Observe
Start with observation. You may want to investigate conversation analysis; what I'm going to describe is a watered-down version of it.
Go to a place where people talk publicly, freely, and audibly. A train station is an excellent place; you have an excuse to sit and observe. Try to find a pair of people; the techniques are harder with more than a dyad, so start with two. You can also do this at a gathering of your friends, but you'll be more inclined to join in, and it'll be harder to stay objective. (Side note: don't be creepy about this. It can easily look like stalking rather than research. If 'caught', be polite and explain what you're doing, and all that stuff.)

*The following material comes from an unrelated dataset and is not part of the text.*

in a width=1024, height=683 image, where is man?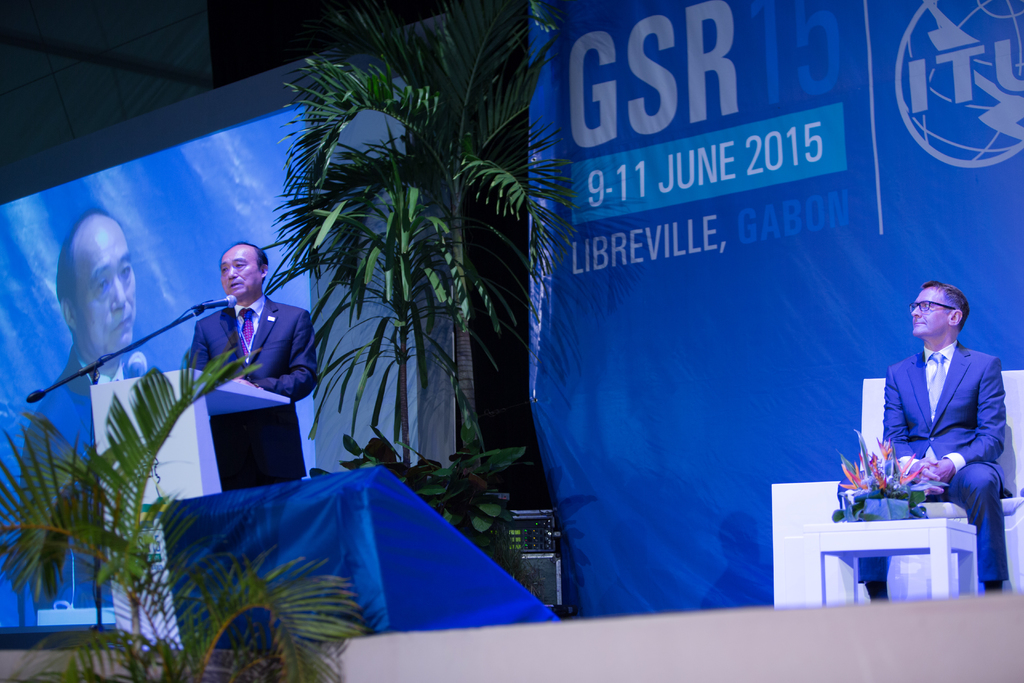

Note precisely what people say to each other: every word, not the topics. Look at the non-content parts of the dialog: parts of speech, pronoun use. Look at when and how they talk--who 'chooses' who gets to talk next? How? is it verbal, non-verbal, based on convention? How long are sentences? How long do people speak before being interrupted? Do people answer each other's questions, or just ask another question? Do they talk over each other, at each other, finish each other's sentences?
Do this a few times, and you'll be surprised at what you learn. Then, move on to content. What do they talk about? How do shifts in topic get decided upon, ratified, and carried out? What is the relation of the topics to the speakers? (e.g.: are they discussing something of mutual interest, or is one speaking and the other mostly listening/supporting, or are they swapping me-stories...)
Try
Write some dialog, a fair amount. Don't label the gender of the speakers. Have your critic read it and try to decipher genders. Be surprised at the results. Try again. Fail better.
Do it totally stereotypically. Write the extreme of what you heard. Burn these versions. ;) Then figure out why you thought that would be the stereotype. What did you write? Does it match your observations?
Study
An excellent book on linguistic differences between stereotypically-female and -male conversants is "You Just Don't Understand", by Dr. Tannen, who has made a living out of documenting conversation style differences. This will make you understand some of the subtext of the conversations. Read that one, read "You're wearing THAT?!" to learn more about conversation between a very particular pair of women: mother and daughter.
The good thing about this particular problem is that the answer is all around you. So go out and study, and try, and do.